Iron corrosion in bentonite: mechanistic insights using electrochemistry, operando imaging, and in situ field experiments
The long-term safety of deep geological repositories (DGRs) for handling radioactive waste depends critically on understanding the corrosion behaviour of steel canisters buried within bentonite clay. Although Fe-corrosion in compacted bentonite has been widely studied, the mechanisms governing corrosion under various environmental conditions, such as bentonite dilution due to water ingress, salinity variations, oxygen release, and defect formation, remain insufficiently understood. This thesis develops a systematic, stepwise mechanistic framework to disentangle the electrochemical reactions, transport processes, and interfacial transformations that occur when pure iron, aged iron with magnetite scales, and compacted bentonite interact under disturbed conditions.
First, the work focuses on the electrochemistry of iron with bentonite slurries. Electrochemical experiments with Fe reveal that bentonite slurries promote the formation of an acidic Fe-bentonite gel, driven by Fe(2+)/H(+) ion exchange at montmorillonite sites, producing local pH values as low as 5 and suppressing passivation. Using in operando X-ray radiography, the thesis quantifies, for the first time, the threshold current required for gel nucleation and demonstrates that gel growth proceeds linearly with accumulated charge, confirming that the process is governed by interfacial reaction kinetics rather than bulk transport limitations. Variation in salinity shows that increasing NaCl concentrations suppress gel formation, induce or promote passivation, and ultimately yield pitting corrosion, whereas low-salinity environments favour uniform, gel-mediated dissolution.
Thereafter, to simulate long-term repository ageing conditions, oxide-magnetite films (1-5 µm) were fabricated as controlled aged-iron samples. These scales were electrochemically tested with bentonite slurries. The scales exhibit high corrosion resistance when intact, but localised defects - at macro or micro-levels act as potent anodic sites, triggering enhanced dissolution due to galvanic coupling and localised acidic gel development.
Finally, in situ investigations at the Mont-Terri Underground Rock Laboratory demonstrate that the long-term Fe-halo thicknesses observed in Fe-embedded bentonite are consistent with gel-front kinetics, thereby establishing a coherent mechanistic link between field observations and the slurry-based laboratory-scale processes.

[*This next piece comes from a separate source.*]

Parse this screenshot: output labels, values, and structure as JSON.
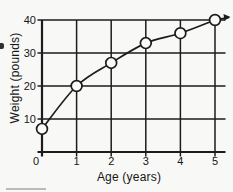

Overall, this thesis integrates laboratory electrochemistry, operando imaging, engineered oxide scales, and long-term field data to build a coherent, mechanistic understanding of iron corrosion in reactive bentonite environments. The findings highlight the critical roles of ion-exchange chemistry, environmental transients, and oxide-scale integrity in determining corrosion modes. These insights refine conceptual models for DGR performance and provide an integrated framework for assessing canister durability under relevant repository evolution scenarios.